Requirements Analysis – Best Practices for Job Observation

Requirements

I'm considering sitting with the end-users and observing them while the work for a day to better understand the software requirements.

Before I try this, I'm hoping someone can provide a list of best practices, suggestions on when this approach is more/less suitable than simply interviewing the users, and notes from your own experiences using job observation/shadowing.

References to other sites or recollections of your own personal experience are both welcome.

Best Answer

This approach is almost always more suitable than simply interviewing the users.

Why?

Because users lie. Sometimes it's not malicious. They just can't tell a proper story.

They do this two ways.

  1. They have little vision; they don't really know what a new application could possibly do. They don't describe things that include real, overall business value. Instead, they describe details of how it's implemented right now, however bad that implementation is.

    This is perhaps most common, since most users that aren't "business owners" or "executives" have been delegated a piece of a larger operation.

  2. They have an overly grandiose vision; they imagine all kinds of things, some of which are impossible. They don't describe things that include real, overall business value. Instead, they fantasize about some job that exists only in their imagination.

    This is distressing because it leads to requirements that -- sometimes -- can't even be tested. Or, if they can concoct test cases, debate arises within the user organization. Or, if one organization agrees, other organizations can't provide the required data.

    Most often, however, this leads to systems that are needlessly overspecified. Often a "first sprint" provides a workable solution that does everything required but is very little like the grandiose vision.

Because users lie. Sometimes it is malicious. They refuse to tell a proper story and instead simply avoid providing concrete details. Evasive users are particular difficult to deal with, since there is no straight story. When you try to detail your understanding, you've always got several key features completely wrong -- even though you've provided verbatim words from the interview.

Best Practices

Collect actual documents (files or paper documents) that reflect the user's real workflow with real data. Nothing -- nothing -- beats actual data to provide the nuanced complexities of the daily job.

Try to discern real business value from workarounds due to bad software created by people who didn't do any job observation. It seems like 25%-50% of an application is tweaks and interfaces required to correct problems in other applications.

When observing someone solving a problem (or working around a problem) you'll have to discover the root cause. You won't discover this through job observation or interviewing. You'll discover this through a combination of observation, interviewing and code reviews.

In some cases, whole departments are created to work around software limitations. That department does not create value -- it avoids the cost of bad software. Job Observation can lead to a streamlined workaround. But it's still a workaround for a more fundamental root-cause problem.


## GOAL OF THE EXERCISE
Needed from the data below: every line from the one with "Find the location of a particular element. The width" up to and including the one with "What do you see at coordinates (90, 114)", repeated exactly and with nothing else.

── DATA TO PROCESS ──

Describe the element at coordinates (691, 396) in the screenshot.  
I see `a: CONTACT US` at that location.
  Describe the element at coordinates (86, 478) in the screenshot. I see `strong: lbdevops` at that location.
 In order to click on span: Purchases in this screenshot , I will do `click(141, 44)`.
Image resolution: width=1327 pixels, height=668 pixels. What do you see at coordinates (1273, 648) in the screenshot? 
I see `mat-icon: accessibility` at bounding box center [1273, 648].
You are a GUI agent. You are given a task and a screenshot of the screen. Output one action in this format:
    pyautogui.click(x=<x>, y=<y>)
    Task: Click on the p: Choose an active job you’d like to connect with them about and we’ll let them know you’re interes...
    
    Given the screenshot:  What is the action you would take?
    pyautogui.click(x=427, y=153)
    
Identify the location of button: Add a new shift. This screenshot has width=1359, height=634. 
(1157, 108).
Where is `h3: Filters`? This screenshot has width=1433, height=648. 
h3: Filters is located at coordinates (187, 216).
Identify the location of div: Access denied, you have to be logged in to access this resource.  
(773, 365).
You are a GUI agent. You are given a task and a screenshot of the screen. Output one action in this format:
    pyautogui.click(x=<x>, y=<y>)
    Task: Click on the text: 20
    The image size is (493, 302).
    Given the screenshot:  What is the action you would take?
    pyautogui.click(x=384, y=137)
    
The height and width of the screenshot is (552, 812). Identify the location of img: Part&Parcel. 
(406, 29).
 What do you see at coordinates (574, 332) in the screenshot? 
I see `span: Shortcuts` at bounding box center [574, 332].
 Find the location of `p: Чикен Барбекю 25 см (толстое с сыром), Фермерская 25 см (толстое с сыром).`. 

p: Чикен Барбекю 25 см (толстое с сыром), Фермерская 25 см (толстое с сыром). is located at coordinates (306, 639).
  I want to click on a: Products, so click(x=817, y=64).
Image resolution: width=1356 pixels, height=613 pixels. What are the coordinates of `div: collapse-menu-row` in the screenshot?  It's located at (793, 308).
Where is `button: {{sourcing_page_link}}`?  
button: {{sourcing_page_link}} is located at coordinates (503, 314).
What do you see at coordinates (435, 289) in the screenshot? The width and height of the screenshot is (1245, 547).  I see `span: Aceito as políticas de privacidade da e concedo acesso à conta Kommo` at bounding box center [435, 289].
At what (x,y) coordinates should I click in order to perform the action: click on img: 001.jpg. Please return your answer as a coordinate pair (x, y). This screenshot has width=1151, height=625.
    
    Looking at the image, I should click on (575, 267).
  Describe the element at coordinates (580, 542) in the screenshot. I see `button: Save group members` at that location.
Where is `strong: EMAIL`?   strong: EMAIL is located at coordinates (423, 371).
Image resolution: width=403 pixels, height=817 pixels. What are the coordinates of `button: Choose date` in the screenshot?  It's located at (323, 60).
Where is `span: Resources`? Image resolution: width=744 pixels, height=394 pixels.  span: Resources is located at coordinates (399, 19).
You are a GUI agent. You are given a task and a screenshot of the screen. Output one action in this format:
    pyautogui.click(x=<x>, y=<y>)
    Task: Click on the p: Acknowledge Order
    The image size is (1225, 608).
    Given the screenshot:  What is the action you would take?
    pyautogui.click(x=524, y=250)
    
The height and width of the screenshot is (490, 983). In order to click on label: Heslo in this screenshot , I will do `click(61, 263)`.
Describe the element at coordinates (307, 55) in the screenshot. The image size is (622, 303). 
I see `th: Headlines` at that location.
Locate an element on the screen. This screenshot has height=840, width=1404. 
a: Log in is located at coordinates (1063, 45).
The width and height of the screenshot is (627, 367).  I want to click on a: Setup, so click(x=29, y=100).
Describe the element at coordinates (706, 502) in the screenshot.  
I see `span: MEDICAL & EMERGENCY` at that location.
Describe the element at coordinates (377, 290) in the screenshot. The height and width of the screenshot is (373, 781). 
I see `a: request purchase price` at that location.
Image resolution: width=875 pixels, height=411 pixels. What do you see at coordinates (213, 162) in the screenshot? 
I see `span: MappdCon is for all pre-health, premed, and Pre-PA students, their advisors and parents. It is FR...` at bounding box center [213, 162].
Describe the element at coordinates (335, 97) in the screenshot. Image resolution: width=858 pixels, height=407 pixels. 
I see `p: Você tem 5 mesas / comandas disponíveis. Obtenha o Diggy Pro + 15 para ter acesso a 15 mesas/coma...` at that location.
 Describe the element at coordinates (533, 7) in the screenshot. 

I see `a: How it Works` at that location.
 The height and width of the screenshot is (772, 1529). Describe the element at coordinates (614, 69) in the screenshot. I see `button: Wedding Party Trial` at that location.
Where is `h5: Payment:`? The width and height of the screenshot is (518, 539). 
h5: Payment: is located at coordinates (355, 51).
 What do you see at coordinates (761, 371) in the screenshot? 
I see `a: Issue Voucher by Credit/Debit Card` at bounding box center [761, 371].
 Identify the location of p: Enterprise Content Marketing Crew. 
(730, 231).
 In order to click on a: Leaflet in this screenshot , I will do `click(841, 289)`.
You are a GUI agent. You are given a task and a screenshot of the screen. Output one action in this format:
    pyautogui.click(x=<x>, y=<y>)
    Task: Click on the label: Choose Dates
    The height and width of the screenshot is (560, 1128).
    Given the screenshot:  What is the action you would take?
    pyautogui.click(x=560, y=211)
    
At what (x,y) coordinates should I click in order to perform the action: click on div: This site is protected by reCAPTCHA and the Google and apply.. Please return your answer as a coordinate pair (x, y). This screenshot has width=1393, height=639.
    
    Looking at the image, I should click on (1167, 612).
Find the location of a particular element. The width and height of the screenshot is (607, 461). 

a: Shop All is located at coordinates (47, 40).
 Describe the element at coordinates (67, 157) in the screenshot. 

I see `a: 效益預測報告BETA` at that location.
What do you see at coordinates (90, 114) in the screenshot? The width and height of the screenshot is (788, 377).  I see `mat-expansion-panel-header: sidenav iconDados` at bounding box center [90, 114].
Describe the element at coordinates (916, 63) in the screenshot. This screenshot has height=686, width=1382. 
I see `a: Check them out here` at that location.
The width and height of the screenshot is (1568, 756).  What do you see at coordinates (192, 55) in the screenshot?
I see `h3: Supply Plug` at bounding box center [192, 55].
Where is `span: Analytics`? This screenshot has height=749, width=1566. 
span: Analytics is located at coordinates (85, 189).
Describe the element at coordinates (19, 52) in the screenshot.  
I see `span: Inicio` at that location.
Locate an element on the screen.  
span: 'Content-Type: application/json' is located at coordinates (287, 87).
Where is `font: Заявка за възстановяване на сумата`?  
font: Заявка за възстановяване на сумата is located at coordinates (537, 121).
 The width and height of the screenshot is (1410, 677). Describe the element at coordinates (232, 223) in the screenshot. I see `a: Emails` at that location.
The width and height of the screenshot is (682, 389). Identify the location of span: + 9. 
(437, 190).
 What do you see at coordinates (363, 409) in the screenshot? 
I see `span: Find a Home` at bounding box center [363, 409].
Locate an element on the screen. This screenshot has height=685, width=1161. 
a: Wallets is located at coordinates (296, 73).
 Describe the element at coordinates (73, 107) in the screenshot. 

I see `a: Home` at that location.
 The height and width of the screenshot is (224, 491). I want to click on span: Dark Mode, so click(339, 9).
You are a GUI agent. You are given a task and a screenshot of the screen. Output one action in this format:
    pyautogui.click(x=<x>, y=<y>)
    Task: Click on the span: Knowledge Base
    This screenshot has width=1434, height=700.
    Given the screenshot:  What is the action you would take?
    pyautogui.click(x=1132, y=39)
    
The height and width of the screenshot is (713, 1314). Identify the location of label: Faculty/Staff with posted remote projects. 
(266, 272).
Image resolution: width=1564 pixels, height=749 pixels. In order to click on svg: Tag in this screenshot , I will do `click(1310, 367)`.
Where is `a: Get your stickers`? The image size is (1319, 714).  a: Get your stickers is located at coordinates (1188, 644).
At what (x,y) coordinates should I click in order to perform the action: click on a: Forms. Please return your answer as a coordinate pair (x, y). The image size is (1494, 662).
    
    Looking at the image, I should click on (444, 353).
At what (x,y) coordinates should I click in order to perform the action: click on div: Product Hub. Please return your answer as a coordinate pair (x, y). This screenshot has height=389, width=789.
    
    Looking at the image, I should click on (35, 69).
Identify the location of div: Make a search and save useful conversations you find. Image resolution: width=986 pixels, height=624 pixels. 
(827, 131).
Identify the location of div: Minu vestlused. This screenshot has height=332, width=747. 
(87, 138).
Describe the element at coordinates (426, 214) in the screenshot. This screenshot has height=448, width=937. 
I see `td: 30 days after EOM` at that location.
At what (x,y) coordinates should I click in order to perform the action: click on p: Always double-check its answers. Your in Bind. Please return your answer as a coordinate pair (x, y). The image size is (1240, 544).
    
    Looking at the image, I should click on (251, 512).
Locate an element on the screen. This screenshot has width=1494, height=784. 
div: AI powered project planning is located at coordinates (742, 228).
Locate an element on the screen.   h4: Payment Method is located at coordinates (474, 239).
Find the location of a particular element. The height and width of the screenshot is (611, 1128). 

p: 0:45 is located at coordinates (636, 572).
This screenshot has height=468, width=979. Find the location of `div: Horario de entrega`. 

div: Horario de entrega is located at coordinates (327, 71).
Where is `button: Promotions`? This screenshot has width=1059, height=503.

───

## EXERCISE SOLUTION
Find the location of a particular element. The width and height of the screenshot is (607, 461). 

a: Shop All is located at coordinates (47, 40).
 Describe the element at coordinates (67, 157) in the screenshot. 

I see `a: 效益預測報告BETA` at that location.
What do you see at coordinates (90, 114) in the screenshot? The width and height of the screenshot is (788, 377).  I see `mat-expansion-panel-header: sidenav iconDados` at bounding box center [90, 114].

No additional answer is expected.